Sarah Mary Chadwick’s artistic output has been an ideal combination of quality and quantity. The New Zealander cranks out paintings and drawings at an impressive clip, hurrying the ideas onto the canvas before she can overthink them. The same goes for her music. Whether for her former band Batrider or her solo work, she whips together dozens of songs for each album, winnowing them down and chucking the less exciting material until she has something solid and cohesive to record and release.
She didn’t have such luxuries when she received a commission to write a suite of songs using only the 147-year-old pipe organ installed in Melbourne Town Hall in her current hometown of Melbourne, Australia. With only three months to complete the project, she didn’t allow herself to play around with the nearly infinite sonic combinations at her hands and feet with this massive instrument. She had to focus in and make every note and moment count.
What that yielded was The Queen Who Stole The Sky, a stunning collection, recorded live, that finds Chadwick leaning into the natural creak of her voice and the dynamic wails she can reach as a counterbalance to the stentorian sounds of the pipe organ. The tone of these 11 songs was naturally affected by the tone of the instrument as she dug deep into feelings of desperation she wrestled with following the deaths of her father and a close ex-boyfriend and, as she puts it in the press notes for this album, “the fact that I’m always waiting for life and it never arrives – it only ever leaves.”
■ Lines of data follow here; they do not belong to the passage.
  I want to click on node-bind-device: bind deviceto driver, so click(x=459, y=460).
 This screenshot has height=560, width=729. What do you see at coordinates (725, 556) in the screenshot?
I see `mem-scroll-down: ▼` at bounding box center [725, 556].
Paste caught up with Chadwick over a Skype call to talk about working with this mighty instrument and what she needed to do to make it her own.
Paste: How did you have to adjust your vocal performance to reckon with the sound of the organ?
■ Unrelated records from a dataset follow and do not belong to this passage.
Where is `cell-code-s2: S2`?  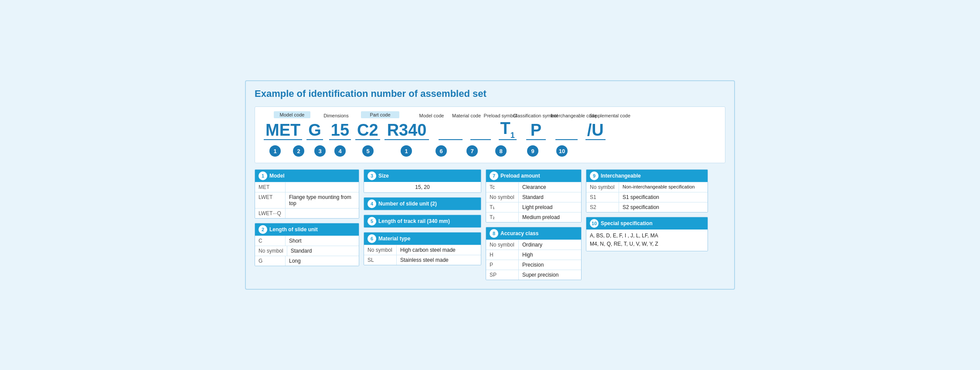
cell-code-s2: S2 is located at coordinates (602, 207).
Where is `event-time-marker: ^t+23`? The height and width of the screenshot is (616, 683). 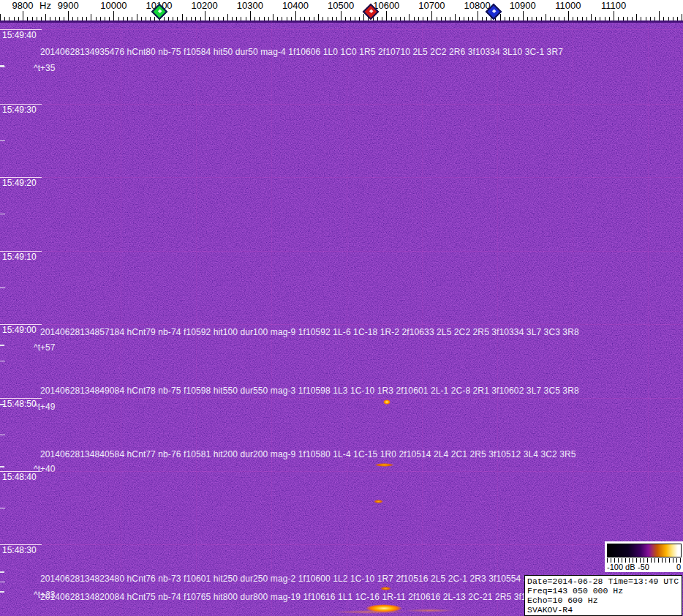 event-time-marker: ^t+23 is located at coordinates (44, 595).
Sarah Mary Chadwick: With a guitar or a real piano, it responds to you. If you want it to be loud, you play it loudly. If you want it to be quiet, you play it quietly. If you want to play something quiet on an organ, you have to build a sound that was quiet so that your singing wasn’t drowned out by it. So the dynamic is built into the arrangement. Working around that, I made sure that my singing was audible and that I gave myself as much space as I could, so that I wasn’t dwarfed by it. To be honest, I’m generally pretty confident about new projects but then when I first saw it, I didn’t know exactly how this was going to turn out. I was a little bit intimidated. But it worked out for me, I think.
And there are so many different sounds you can out of an instrument like that.
It feels almost infinite, really. You have any number of combinations. It’s been refurbished twice so it’s partially digitized so that you can save your settings. Once I built a song around a sound on each keyboard, then I could save those songs so if I wanted to rehearse something, I wasn’t have to build the sounds every time. That was really helpful.
Since this was a commissioned piece, did the city of Melbourne have to approve the songs in some manner or did they leave you alone?
I think if they weren’t happy with what I was doing, they would be very comfortable saying, “No, do something different.” Because I’ve heard people use that instrument in different capacities. I think that kind of instrument is what a lot of synthesizers are kind of based on, in terms of how you built sounds. So, I’ve heard people use it in a more synth-y capacity. But I disagree with that, so I tried to avoid getting into a situation where I was having to redo things. When I work, I try to keep whoever I’m working with up to date as I go to save myself time. I didn’t want to get into a position where it was two weeks before the recording and have them go, “Oh, we don’t like any of this.” I would have been fucked. So I made an effort to touch base as I was going to make sure they knew what to expect.